Artist’s
Statement
Roer Melk Emmers/Stir Milk
Buckets
Roer, Melk
Emmers/Stir, Milk Buckets consists of nine leather buckets
balanced on a wooden installation and is loosely tied with rope to a horizontal
wooden beam. The installation was inspired by the structures and processes used
by farmers on dairy farms when feeding milk to the calves who reside in small
stalls away from their mothers. The milk of the cows is poured/squeezed into
plastic buckets which is then fed to the calves just outside of their stalls
and placed upside down on a wooden structure/beam to rid of any excess milk and
prevent it from going sour.
I
found this process bizarre and alienating towards to calves, who feed on the
rationed portions provided to them by the farmers, rather than feeding from the
teats of their mothers and the natural milk that the cows are able to provide.
I use this process, and the installation itself, metaphorically to present the
viewer with both a problematic “young” or “new” South African landscape, and a
space of possibility and healing within the South African society. I present an
element of my own stance as a young, Afrikaans female in the South African
landscape by including Afrikaans words that speak of both problematic elements
within the Afrikaner culture as well as words that refer to bonds and
possibilities of growth for the South African society.
While
this act of feeding is presented as problematic through the inclusion of crude
Afrikaans words it also serves as a space of communing with words that refer to
family, bonds and growth, which is ultimately the function of this installation
- a space of communication, healing and growing, despite a problematic past.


What is expected: Nothing outside the range is wanted. Repeat exactly the lines below from the one with "You are a GUI" through the one with "Image resolution: width=376".

Dataset records:
• • • • •

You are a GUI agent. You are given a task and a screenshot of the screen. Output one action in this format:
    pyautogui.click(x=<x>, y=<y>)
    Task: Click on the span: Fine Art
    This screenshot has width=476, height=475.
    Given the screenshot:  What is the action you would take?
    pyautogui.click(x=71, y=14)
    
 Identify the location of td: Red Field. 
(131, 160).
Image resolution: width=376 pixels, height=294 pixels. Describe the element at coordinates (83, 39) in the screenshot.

• • • • •

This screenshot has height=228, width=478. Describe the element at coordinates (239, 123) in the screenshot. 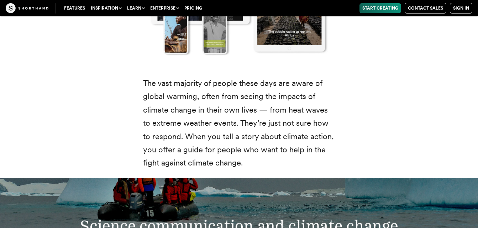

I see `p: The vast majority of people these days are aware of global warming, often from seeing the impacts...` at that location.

• • • • •

Result of this exercise:
You are a GUI agent. You are given a task and a screenshot of the screen. Output one action in this format:
    pyautogui.click(x=<x>, y=<y>)
    Task: Click on the span: Fine Art
    This screenshot has width=476, height=475.
    Given the screenshot:  What is the action you would take?
    pyautogui.click(x=71, y=14)
    
 Identify the location of td: Red Field. 
(131, 160).
Image resolution: width=376 pixels, height=294 pixels. Describe the element at coordinates (83, 39) in the screenshot.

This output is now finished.